The next day, I tried to keep pace with my family, but my feet betrayed me, and each step was beating and stinging. The rash has been solved deeply, like the pain I can’t shake. I thought of my mother again-she always seemed to know what to do, trust the remedies, how to keep moving forward. On the Camino, there is no choice but to fall, even if it weighs too much. So we walked for a few hours from the seaside town of Labruge to Povoa de Varzim, 9 miles along the coast.

I was near my edge, fighting to prevent my body from falling. People keep asking about my rash how it climbs all the way to my knees. “Are you okay?” asked an 80-year-old man from Ireland. “I don’t know,” I replied.

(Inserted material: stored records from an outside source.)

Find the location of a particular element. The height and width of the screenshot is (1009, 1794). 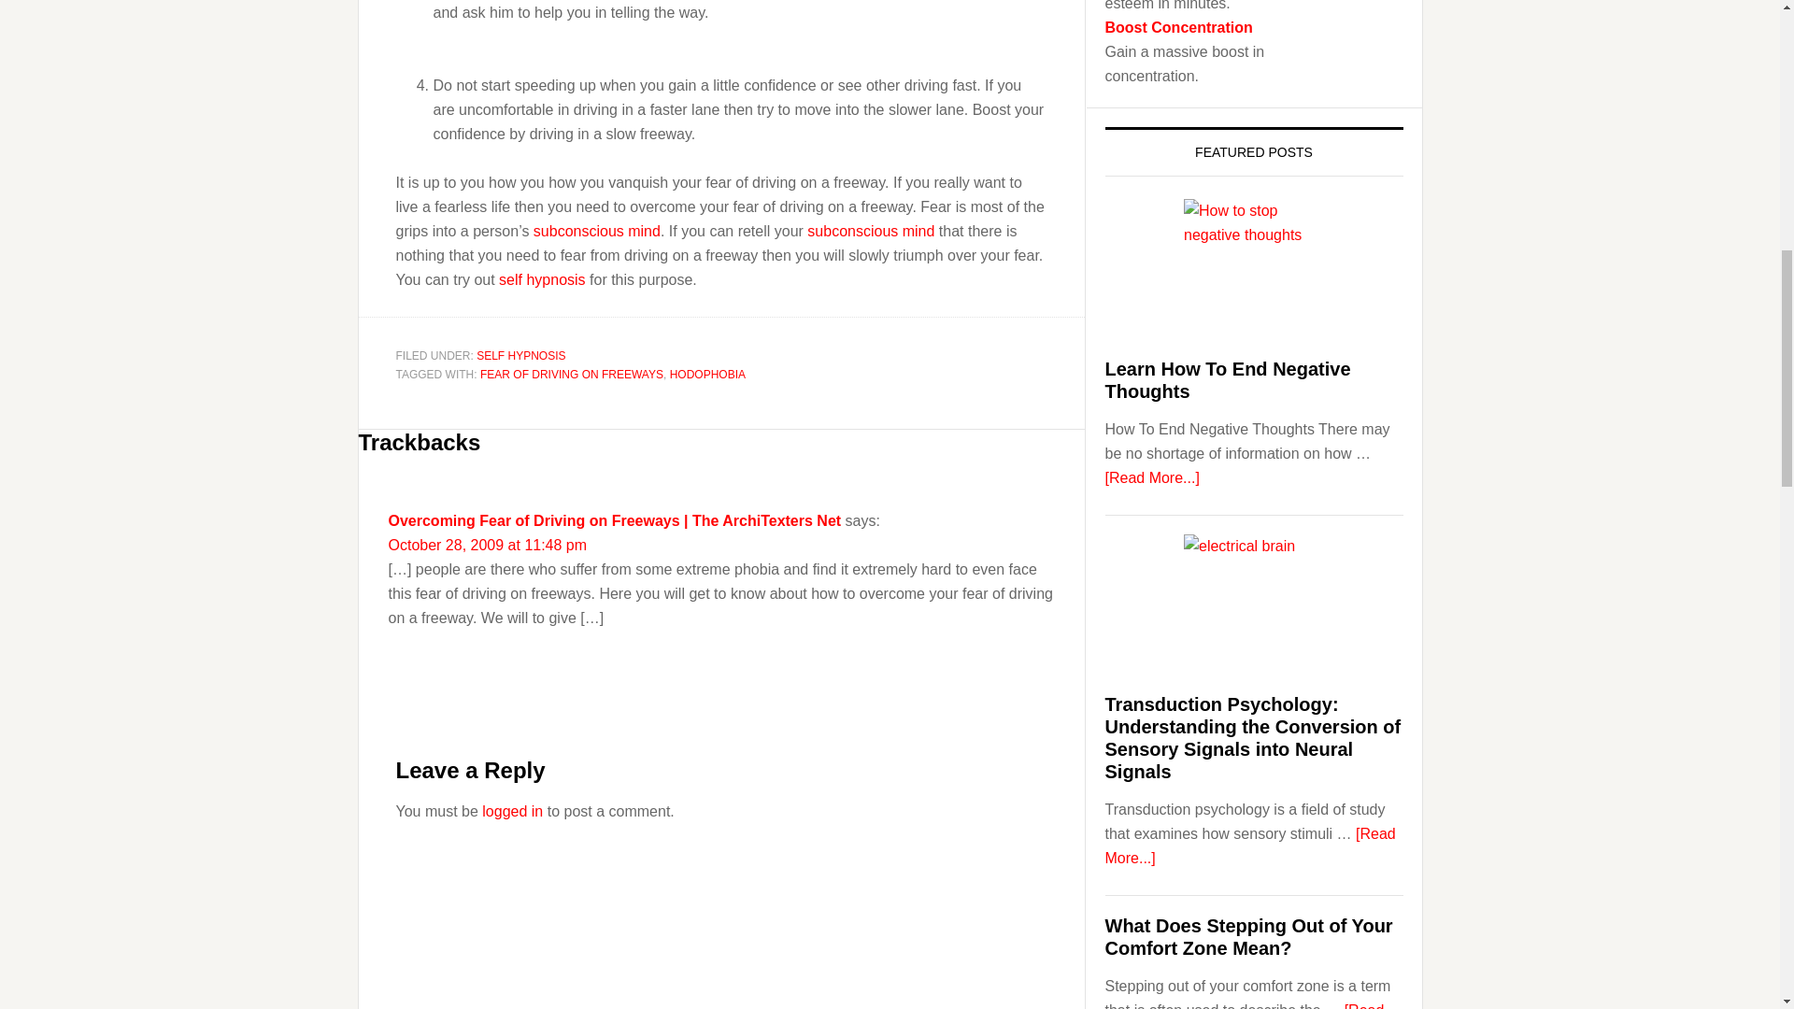

October 28, 2009 at 11:48 pm is located at coordinates (488, 544).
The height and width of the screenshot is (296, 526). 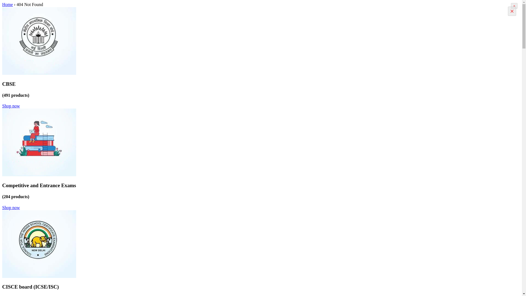 What do you see at coordinates (11, 207) in the screenshot?
I see `Shop now` at bounding box center [11, 207].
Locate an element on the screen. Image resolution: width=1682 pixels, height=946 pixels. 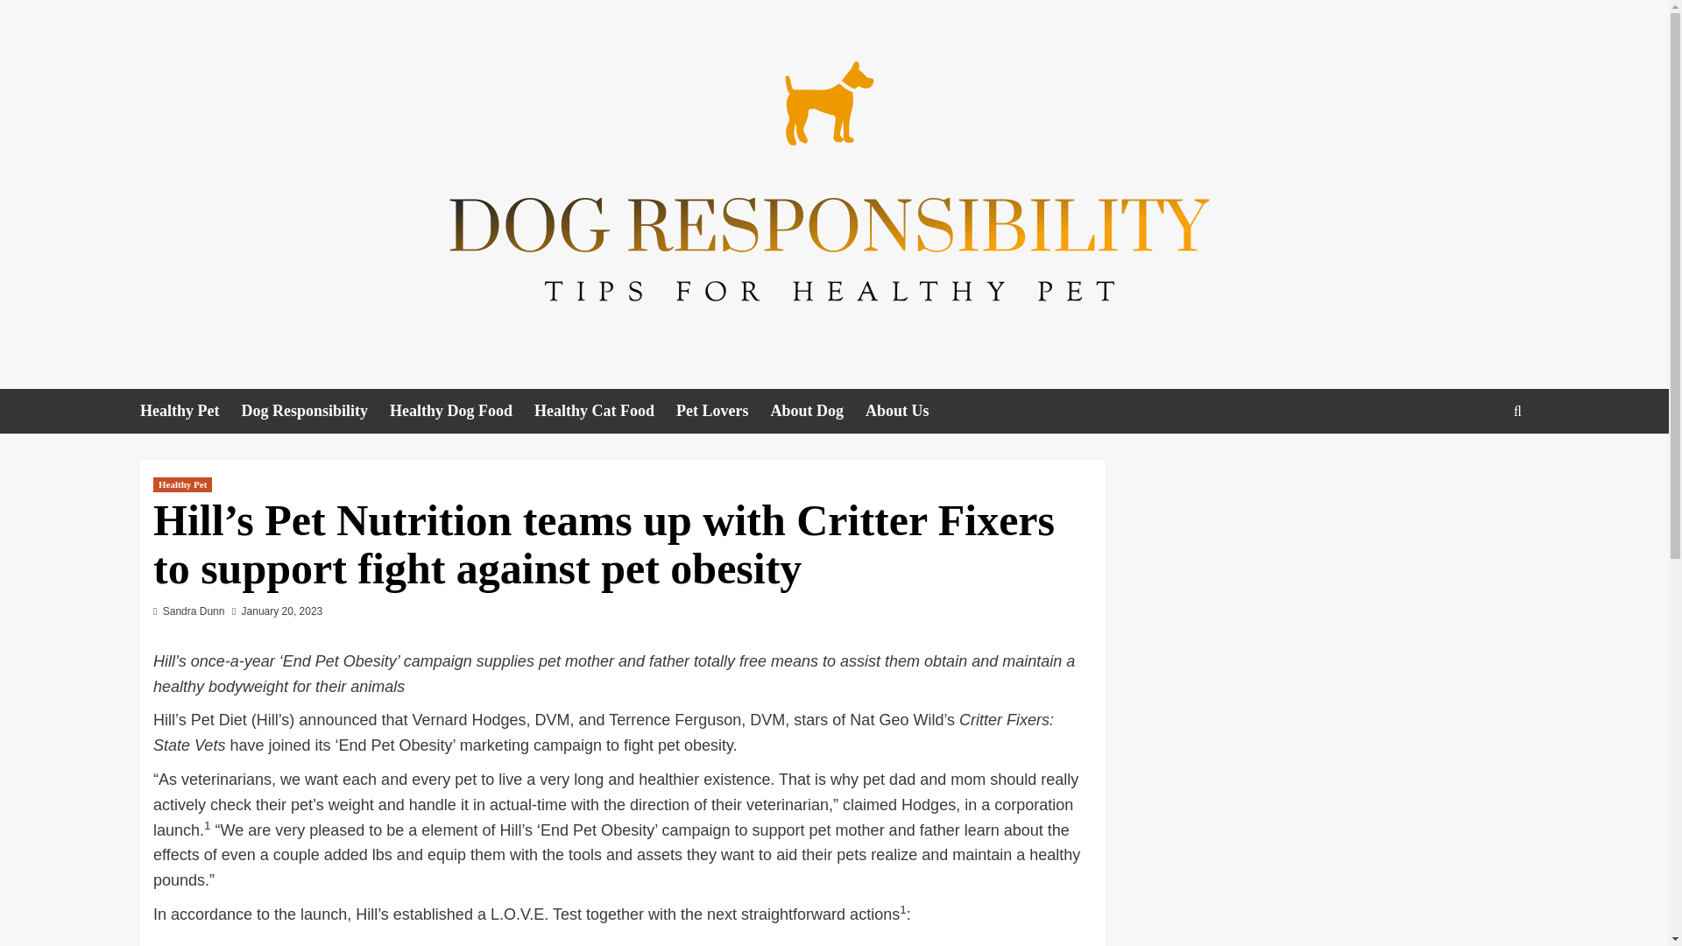
Healthy Pet is located at coordinates (189, 410).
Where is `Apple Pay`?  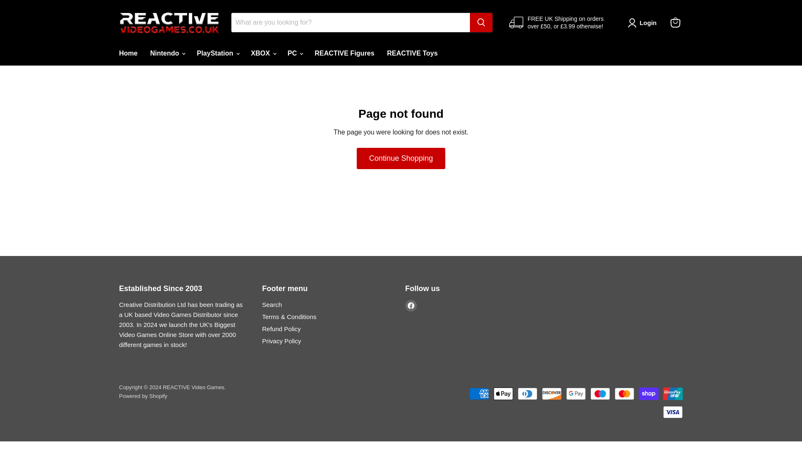 Apple Pay is located at coordinates (503, 393).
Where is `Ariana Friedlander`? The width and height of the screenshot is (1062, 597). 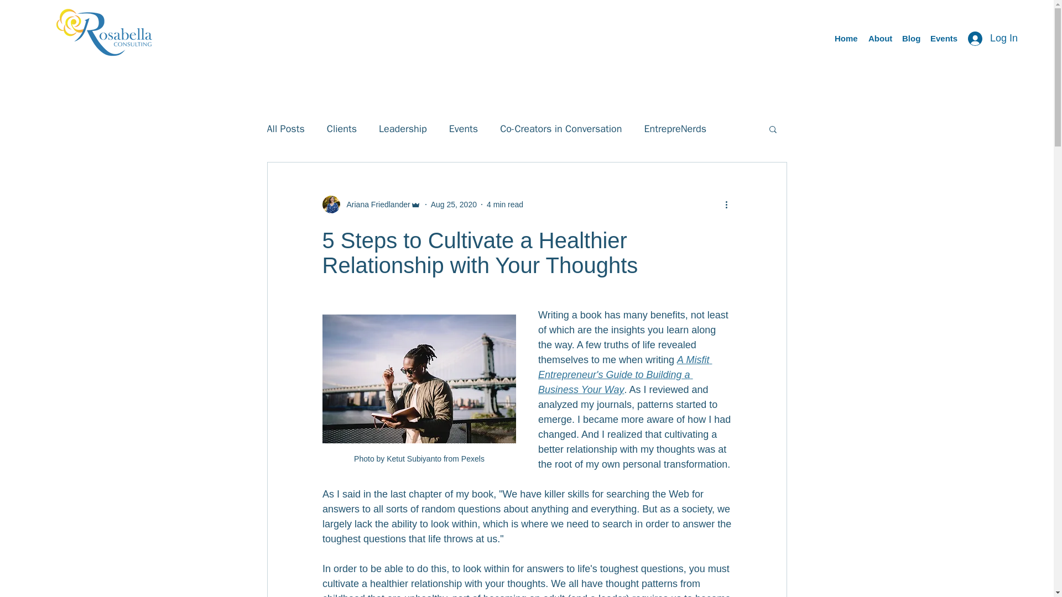 Ariana Friedlander is located at coordinates (371, 205).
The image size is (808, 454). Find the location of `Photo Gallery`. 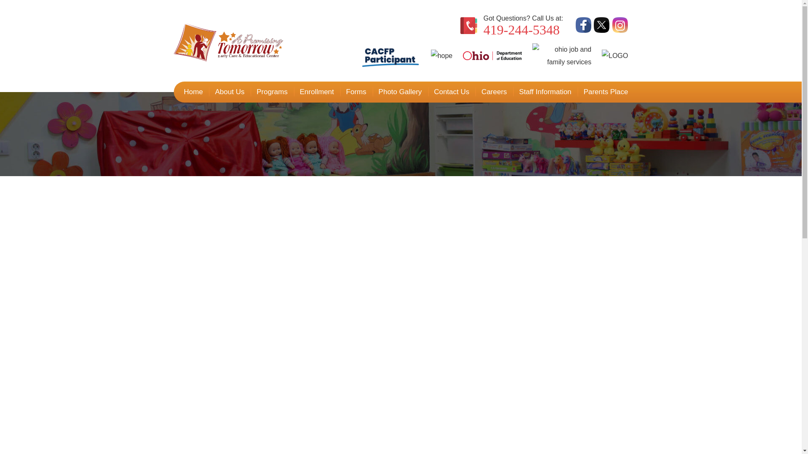

Photo Gallery is located at coordinates (400, 92).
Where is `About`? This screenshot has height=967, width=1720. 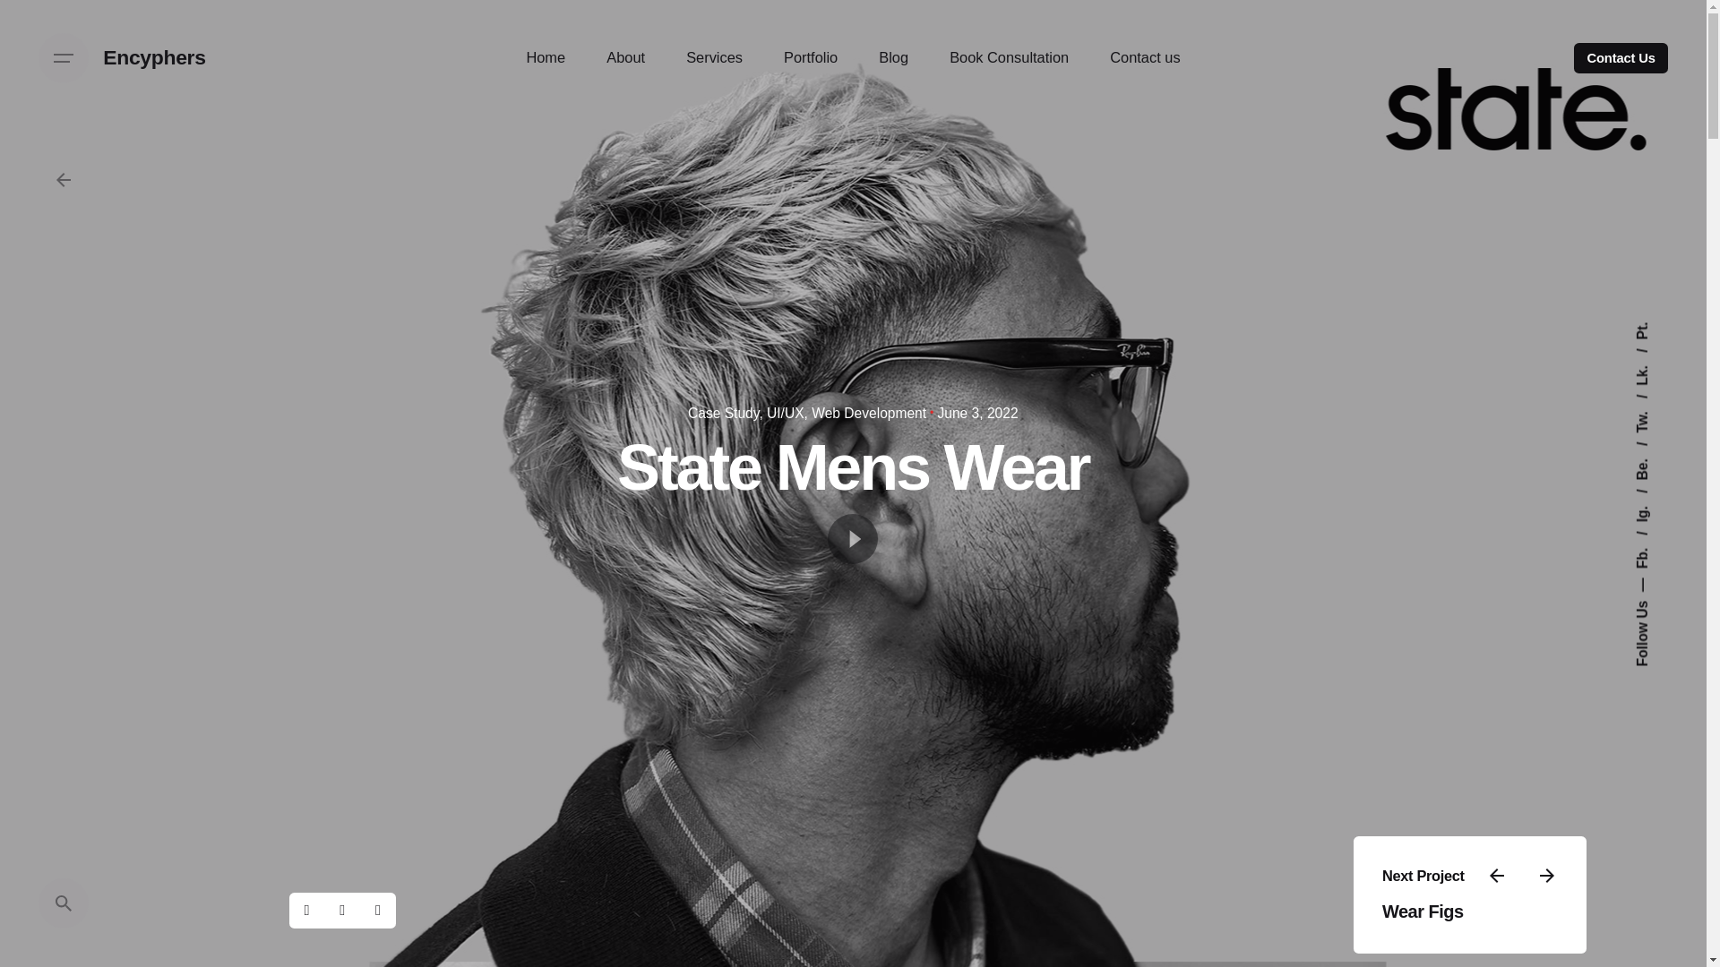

The church and the collapse are about 37 miles. I was there, lying on the ground while one of my sisters kneeled beside me. She took a sip of cold water, splashed a few sharply on my face and feet, and fed me some brownies as if I were a fallen Roman soldier. At that moment, I realized, that’s what Camino meant, too – a moment of breaking, collapse, no longer moving on, but, somehow, you do it by relying on the people around you and accepting their dubious snacks.